Allow the children plenty of time for this exercise, it can really ignite their imagination and they’ll need time for thought and time for completion.

When their circle of dreams is complete, it can be hung in a special place so that we can revisit our dreams often. After a few weeks or months you can reflect on what has come true, and maybe update your dreams and goals a bit if you want to.

8. Compassion Meditation

This meditation can be very challenging at times, and I make sure to mention that forgiveness and sending love to people that have harmed us is more of a healing process for ourselves, rather than finding a reason or giving an excuse for the wrongs that have been done.

Sit comfortably or lie on your back with eyes closed. Breathe deeply and bring your attention to your heart, directing your breath there. Now, inside your heart, see an image of yourself. See yourself happy, healthy, rich… see yourself realizing all of your dreams and having everything you ever wanted for yourself.

Start repeating the mantra “May I enjoy happiness.” Keep repeating this in your mind for about a minute.

Repeat the same process with someone you love the most, a good friend, a parent, a stranger, an annoying person, all beings… and keep repeating this mantra “May my beloved [!use!] enjoy happiness.”

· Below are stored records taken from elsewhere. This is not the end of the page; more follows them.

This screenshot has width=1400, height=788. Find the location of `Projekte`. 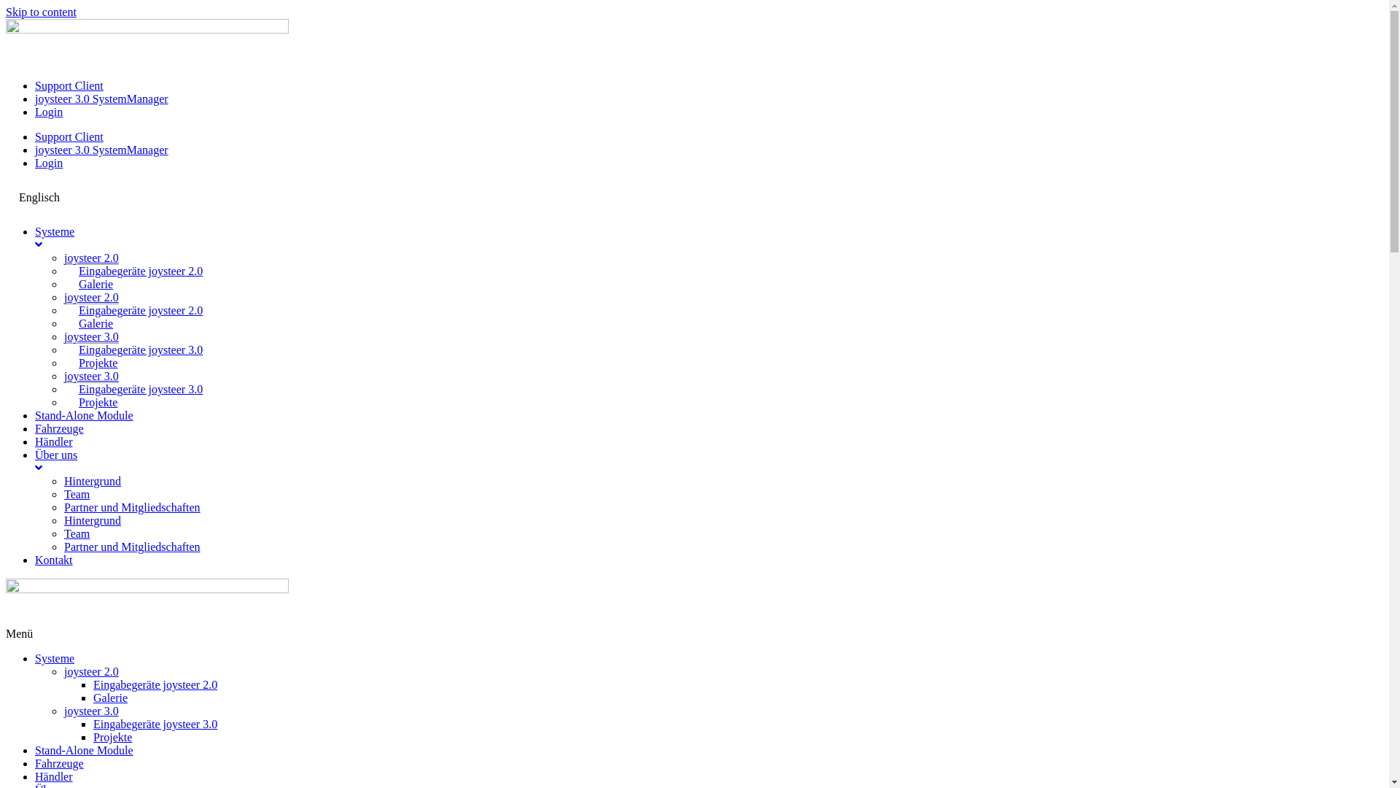

Projekte is located at coordinates (112, 737).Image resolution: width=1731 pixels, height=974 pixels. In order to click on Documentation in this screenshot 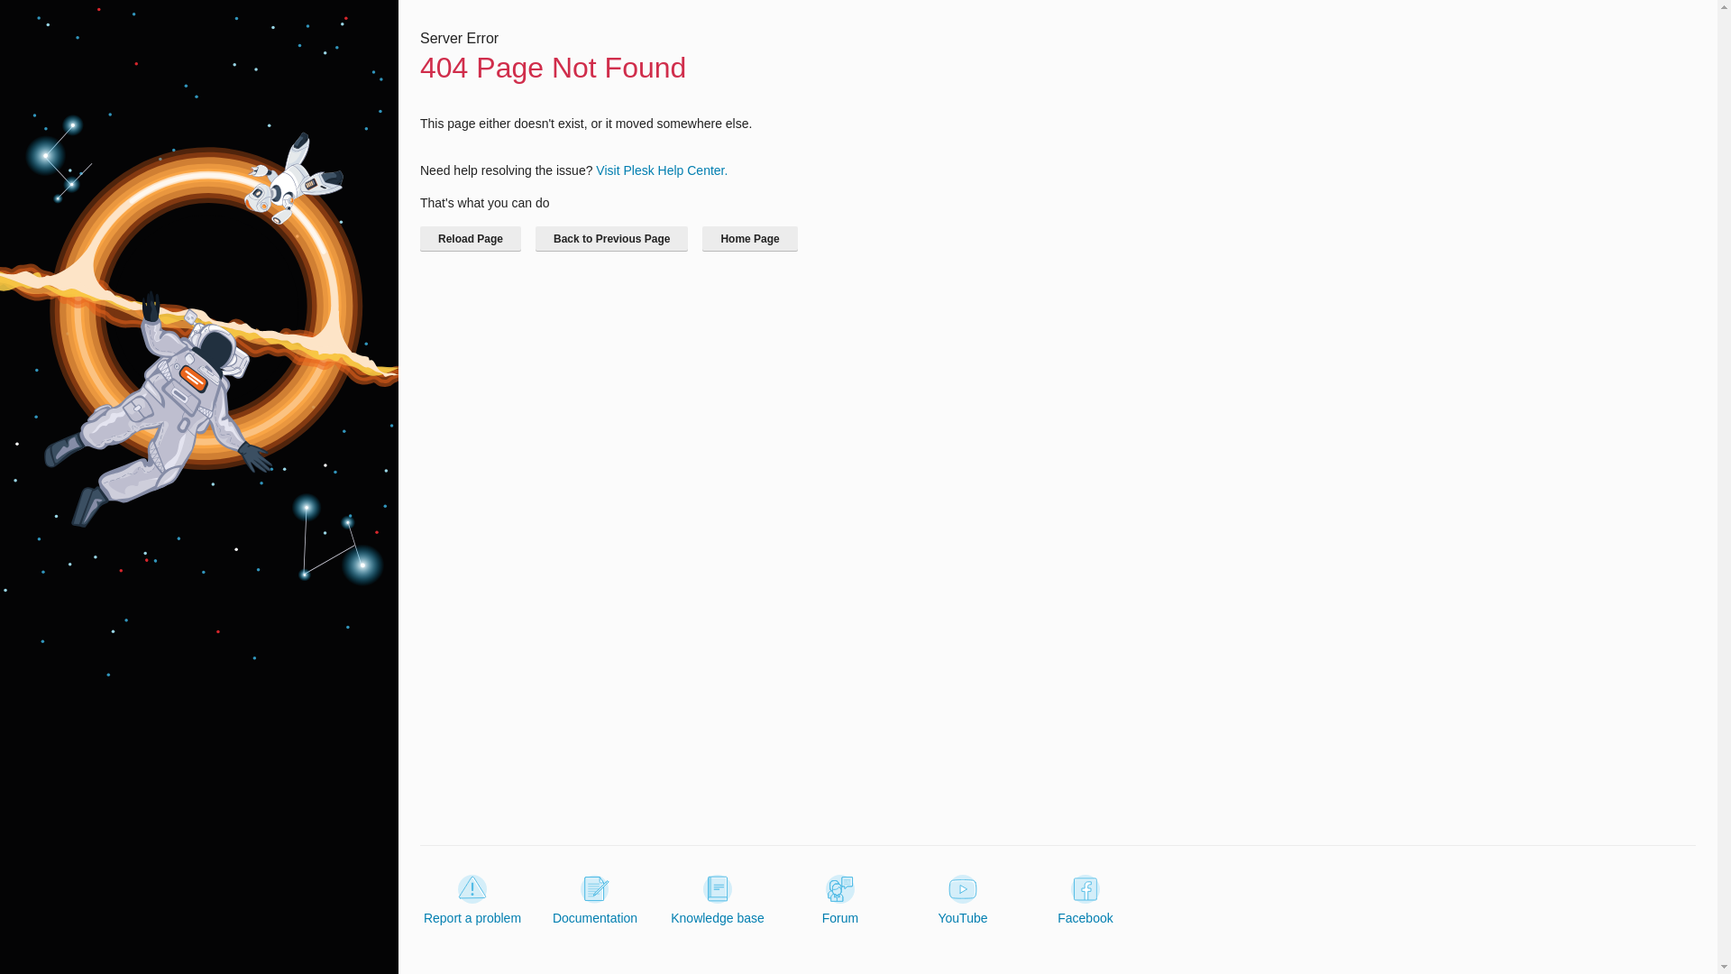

Let your heart open and reach out to them, invite them within yourself and wish them all of the happiness you would wish for yourself and even more. We all want to be happy, and we all deserve to be happy; even “annoying people” are sure to be transformed with happiness and love.

There is nothing stronger than love.

9. Meditation On the Sky

Close your eyes and visualize inner silence, inner joy, and peace as the clear blue sky.

In this clear blue sky, clouds of thoughts pass by. But whether there are clouds or not, the sky is always there. Clouds come and clouds go, but the clear blue sky remains unchanged. In the same way, clouds of thoughts pass through the sky of our mind.

Whether there are thoughts or not, this inner peace and joy is always here. Thoughts, worries, and emotions come and go, but something always stays. Something exists inside us that existed before thoughts came, and will continue after they disappear. So when you look within, don’t look at the clouds, look much deeper; look at the clear blue sky.

While you listen within for the next moment or two, don’t listen to the passing thoughts, listen much more deeply; listen beyond the thoughts to this inner silence. Every time you find yourself following the thoughts again, turn your attention back within and dive deeper into silence.

10. Silent Walk

This is a walking meditation, but you can apply the same principles to any activity. We’ll put all the thoughts about what has happened or what will happen aside and we’ll try to be present. We won’t let our body be in one place and our mind in another place; we’ll try to connect them and be in the here and now.

As we start walking around the room (or outside is even better), we’ll pay attention to each and every step, we’ll feel the connection between our feet and the earth, we’ll take deep breaths and smell the nature around us, we’ll feel the wind caressing our skin, we’ll listen to the songs of the birds or to the sound of our breath, we’ll look around and really notice all the little details of the beautiful world we live in.

We’ll be totally present with ourselves, with each other, and with the world around us. All other thoughts can wait. Try it! There is so much joy in this practice!

An Important Note

Meditation is not good for everyone. Nothing is good for everyone…

Children who have been through severe trauma or have deep psychological issues should not close their eyes and go within. Within might not be a nice place for them. More active practices would be better to start with. You can slowly progress from there when they are ready.

There is a lot more to explore about meditation. Never stop learning new things, and please share here if you have any other meditation that have worked for you or your young family members or friends.